Below is a special, advanced transcript, which I believe has only been posted on Value Walk (courtesy of Bloomberg TV).

 

Quotes from Michael Burry

Michael Burry on his personality:

“My natural state is an outsider, and no matter what group I’m in or where I am, I’ve always felt like I’m outside the group and I’ve always been analyzing the group.”

On his early days blogging about investing:

“I knew I was getting attention when I said something, I think in late 1999.  I said that Vanguard Funds are the worst funds to invest in now.  Those index products are going to do horribly over the next decade and I linked to the site and I got a cease and desist from Vanguard. So I realized, oh, people are reading this.”

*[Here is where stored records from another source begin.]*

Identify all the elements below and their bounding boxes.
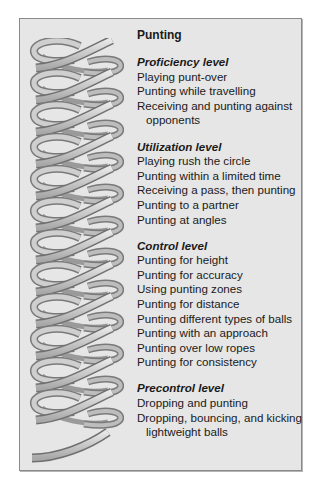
list-item: Punting different types of balls	[137, 312, 302, 327]
section-utilization: Utilization level Playing rush the circl…	[137, 140, 302, 228]
item-text: Punting for height	[137, 253, 228, 266]
list-item: Punting to a partner	[137, 198, 302, 213]
item-text-continued: lightweight balls	[137, 425, 302, 440]
list-item: Dropping, bouncing, and kickinglightweig…	[137, 411, 302, 440]
skill-list: Punting Proficiency level Playing punt-o…	[137, 28, 302, 451]
section-control: Control level Punting for height Punting…	[137, 239, 302, 370]
list-item: Playing punt-over	[137, 70, 302, 85]
section-heading: Proficiency level	[137, 55, 302, 70]
item-text: Punting while travelling	[137, 84, 256, 97]
item-text: Punting for distance	[137, 297, 239, 310]
section-heading: Precontrol level	[137, 381, 302, 396]
item-text: Punting for consistency	[137, 355, 257, 368]
item-text: Punting within a limited time	[137, 169, 281, 182]
list-item: Using punting zones	[137, 282, 302, 297]
page-title: Punting	[137, 28, 302, 43]
list-item: Punting within a limited time	[137, 169, 302, 184]
section-heading: Utilization level	[137, 140, 302, 155]
item-text: Punting to a partner	[137, 198, 239, 211]
item-text: Punting over low ropes	[137, 341, 255, 354]
list-item: Punting at angles	[137, 213, 302, 228]
section-precontrol: Precontrol level Dropping and punting Dr…	[137, 381, 302, 439]
item-text: Punting at angles	[137, 213, 227, 226]
item-text-continued: opponents	[137, 113, 302, 128]
twisted-ribbon-icon	[28, 38, 124, 468]
list-item: Receiving a pass, then punting	[137, 183, 302, 198]
list-item: Playing rush the circle	[137, 154, 302, 169]
item-text: Playing punt-over	[137, 70, 227, 83]
list-item: Punting while travelling	[137, 84, 302, 99]
list-item: Dropping and punting	[137, 396, 302, 411]
item-text: Punting for accuracy	[137, 268, 243, 281]
item-text: Receiving and punting against	[137, 99, 292, 112]
list-item: Punting with an approach	[137, 326, 302, 341]
list-item: Punting over low ropes	[137, 341, 302, 356]
list-item: Receiving and punting againstopponents	[137, 99, 302, 128]
list-item: Punting for accuracy	[137, 268, 302, 283]
item-text: Receiving a pass, then punting	[137, 183, 296, 196]
item-text: Dropping, bouncing, and kicking	[137, 411, 302, 424]
section-proficiency: Proficiency level Playing punt-over Punt…	[137, 55, 302, 128]
item-text: Punting with an approach	[137, 326, 268, 339]
item-text: Dropping and punting	[137, 396, 248, 409]
list-item: Punting for consistency	[137, 355, 302, 370]
list-item: Punting for distance	[137, 297, 302, 312]
item-text: Playing rush the circle	[137, 154, 250, 167]
item-text: Punting different types of balls	[137, 312, 292, 325]
item-text: Using punting zones	[137, 282, 242, 295]
section-heading: Control level	[137, 239, 302, 254]
list-item: Punting for height	[137, 253, 302, 268]
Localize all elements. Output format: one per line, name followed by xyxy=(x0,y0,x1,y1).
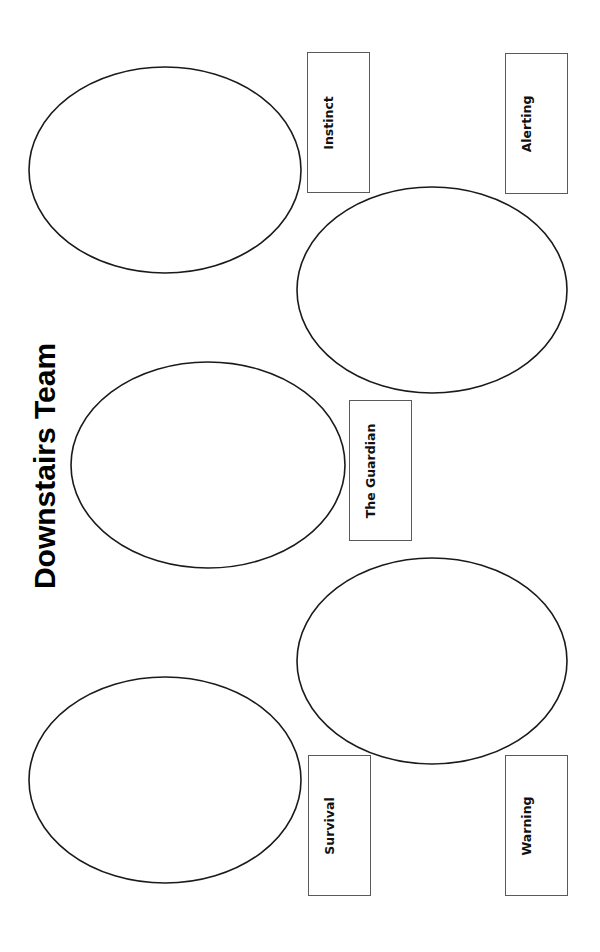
answer-ellipse-2[interactable] xyxy=(297,187,567,393)
label-box-survival: Survival xyxy=(308,755,371,896)
worksheet-page: Downstairs Team Instinct Alerting The Gu… xyxy=(0,0,600,952)
label-warning: Warning xyxy=(519,796,534,855)
answer-ellipse-4[interactable] xyxy=(297,558,567,764)
answer-ellipse-3[interactable] xyxy=(71,362,345,568)
answer-ellipse-5[interactable] xyxy=(29,677,301,883)
label-alerting: Alerting xyxy=(519,95,534,152)
label-box-the-guardian: The Guardian xyxy=(349,400,412,541)
answer-ellipse-1[interactable] xyxy=(29,67,301,273)
label-instinct: Instinct xyxy=(321,96,336,150)
label-the-guardian: The Guardian xyxy=(363,423,378,518)
label-box-alerting: Alerting xyxy=(505,53,568,194)
page-title: Downstairs Team xyxy=(28,343,62,589)
label-box-instinct: Instinct xyxy=(307,52,370,193)
label-box-warning: Warning xyxy=(505,755,568,896)
label-survival: Survival xyxy=(322,797,337,854)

“I started getting paid a dollar a word to write, which was — I didn’t have a lot of money, and I was actually in a lot of debt.  So that was tremendous validation for what I was doing in that space.”

On starting his hedge fund:

“I think it was at $45,000 is what I had and I said, this is the last little bit that I got – this is the nut of what I got from my dad and I don’t want to just pay down my medical school debt with it. ”

On his investing style and dealing with investors:

“I think a lot of hedge funds get their trades from Wall Street and get their ideas from Wall Street.  And I just like to find my own ideas. I’m reading a lot; I read a lot of news.  I’m addicted to it. I basically I follow my nose on news stories. And more often than not it’s a dead end, but sometimes it produces something of value.”

On dealing with investors:

“I had been to New York once before but not for business and I just didn’t know how to dress. I didn’t know anything about it.”

“I didn’t offer transparency. I provided one quarterly report in a letter form and that was all you got. I basically demanded that if you’re going to invest in my fund, you need to accept my terms — the terms not being super high fees, but just, you know, I’m not going to cater to you.”

Michael Burry on his market predictions:

“In 2003, something curious had happened.  The interest-only mortgage was reintroduced. That spurred me to write a section in my letter called Basis for Concern.”

“I tried to raise a fund, Milton’s Opus, to uh—Milton’s opus being Paradise Lost—to just do this because I wanted to do it in big size, but I couldn’t get it going. And the urgency came from my belief that I can’t be the only one thinking this. Somebody will see it and when they do, spreads will blow out wide. I want to get it on when it’s cheap.”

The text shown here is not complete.